Elon Musk announced last week the most drastic and controversial change since he took over Twitter. Limit the amount of content a user can view each day—and therefore limit their stay on the platform— It is the contradiction of any social network. The tycoon blamed third parties and clarified that it was a temporary measure. But the new measure is yet another sign of how serious the Twitter crisis is.
First, it set up a barrier so that only those with Twitter accounts could enter the site. Before, even people without profiles on the platform could see the tweets. Then came the daily limit for unverified accounts: 600 tweets per day, which in a few hours increased to 1,000. Musk was a little more considerate of those who pay for Twitter Blue: For this minority group, viewing is blocked after 10,000 tweets.
Musk blamed AI developers: He said he made the decision to stop “extreme levels of data scraping and system manipulation. It refers to the automated process of extracting public data from the Internet, which is then often used to train language models similar to ChatGPT. “It’s quite irritating to have to put a large number of servers online” just to favor “some start-ups,” added the mogul.
“RIP Twitter” trended immediately. And some insiders came out to argue with Musk. «It simply does not pass the smell test that, suddenly, the scraping created such dramatic performance issues,” fired Yoel Roth, the former head of trust and security at Twitter, who resigned within days of Musk’s arrival. Data mining was done before, Roth said, and “everything was fine.”
Unpaid invoices, the reason behind the Twitter crisis
Roth made the defense against Musk in a thread on Bluesky, another social network created by Jack Dorse, co-founder of Twitter. The new platform had record traffic over the weekend. So much so that he had to temporarily pause the registration of new users to avoid the collapse of the site. Executives at Mastodon, another competition, said they had registered more than 100,000 new accounts in the past few hours.
Every time Twitter fails, new options gain strength. And Twitter has been failing a lot lately: This year alone, it has suffered at least six general failures. Rumman Chowdhury, a data scientist and former Twitter employee, also believes that artificial intelligence companies have little to do with this. “Frankly, I think I’m among the majority of people who believe it’s due to non-payment of their bills.… and he is trying to reduce his costs,” he told the BBC.
Twitter has been reporting unpaid invoices in recent months. Some, with several of their most important partners. The company has its own servers, but it also has longstanding contracts with Google and Amazon to complement its infrastructure. Platformer reported in June that Musk was refusing to pay for Google Cloud services, just when it was time to renew the contract.
The situation strained the relationship between the two tech giants. It got to the point where Google couldn’t even reach out to Musk to discuss the issue, he reported. Bloomberg. Payment resumed after the new CEO of Twitter, Linda Yaccarino, took over. The social network uses Google Cloud, above all, for data analysis and machine learning.
Something similar happened with Amazon. Jeff Bezos’s company had to threaten Twitter last March with the withholding of advertising payments, due to outstanding invoices related to the cloud computing services it provided, reported The Information.
Another bad news for advertisers
Musk had already complained before the scrapping. In May, she threatened to sue Microsoft—OpenAI partner, creator of ChatGPT—for using tweets to train its artificial intelligence tools. But there is also a billing issue in this conflict: the also leader of Tesla and SpaceX issued the warning after Microsoft reported that it would stop including Twitter as an alternative within its advertising platform.
90% of Twitter’s money inflow comes from the advertising business. Insider Intelligence forecast in April that the social network’s global ad revenue will fall this year to $2.98 billion. This would represent a decrease of 28%, compared to what was achieved in 2022. The New York Times He reported that Twitter ad sales already fell 59% in Aprilcompared to the same period last year.
The new limit of tweets comes to complicate the crisis of Twitter. Some Twitter sales employees were asking management for advice on what to say to customers when they realized that some ads would not show on the platform, Twitter said in a separate report. Times.
Limiting how much users can see could be “catastrophic” for the ad business, said Jasmine Enberg, an analyst at Insider Intelligence. “This certainly won’t make it any easier to convince advertisers to come back,” he told Reuters. These types of sudden measures, plus the proliferation of hate speech online, have scared off new investors.
Hopes for the financial recovery of the company are placed on the new CEO, who comes from being the Head of Advertising and Partnerships at NBC Universal. But, according to Lou Paskalis, founder of the advertising consultancy AJL Advisory, “this move signals to the market that he is not capable of empowering her to save him from himself.”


> **What the exercise asks**: Extract, from the records beneath this instruction, each line that contains the word "pixels".

++++ Input records

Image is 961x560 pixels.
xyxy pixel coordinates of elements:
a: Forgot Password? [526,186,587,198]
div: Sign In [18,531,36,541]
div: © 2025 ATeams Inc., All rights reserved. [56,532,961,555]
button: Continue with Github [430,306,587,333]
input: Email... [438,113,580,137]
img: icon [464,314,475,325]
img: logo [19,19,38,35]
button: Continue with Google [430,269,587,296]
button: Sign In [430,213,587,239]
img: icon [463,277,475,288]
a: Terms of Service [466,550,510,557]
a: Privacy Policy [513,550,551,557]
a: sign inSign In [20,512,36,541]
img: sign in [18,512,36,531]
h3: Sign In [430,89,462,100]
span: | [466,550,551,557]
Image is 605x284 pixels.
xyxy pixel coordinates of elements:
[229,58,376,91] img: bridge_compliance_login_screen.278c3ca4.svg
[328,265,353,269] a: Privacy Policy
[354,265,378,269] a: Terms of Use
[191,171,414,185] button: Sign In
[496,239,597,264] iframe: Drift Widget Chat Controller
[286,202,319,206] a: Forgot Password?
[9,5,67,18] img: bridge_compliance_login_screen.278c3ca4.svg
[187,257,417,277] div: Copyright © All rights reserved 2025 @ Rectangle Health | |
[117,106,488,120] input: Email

++++++++
++++ Input records

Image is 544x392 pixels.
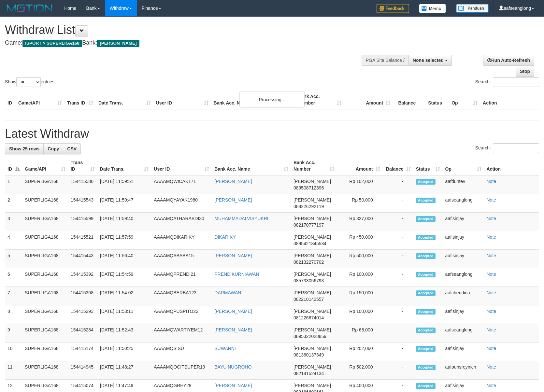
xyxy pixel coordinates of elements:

++++++++

> **The completed task**:
Image is 961x560 pixels.
Image is 605x284 pixels.
Image is 544x392 pixels.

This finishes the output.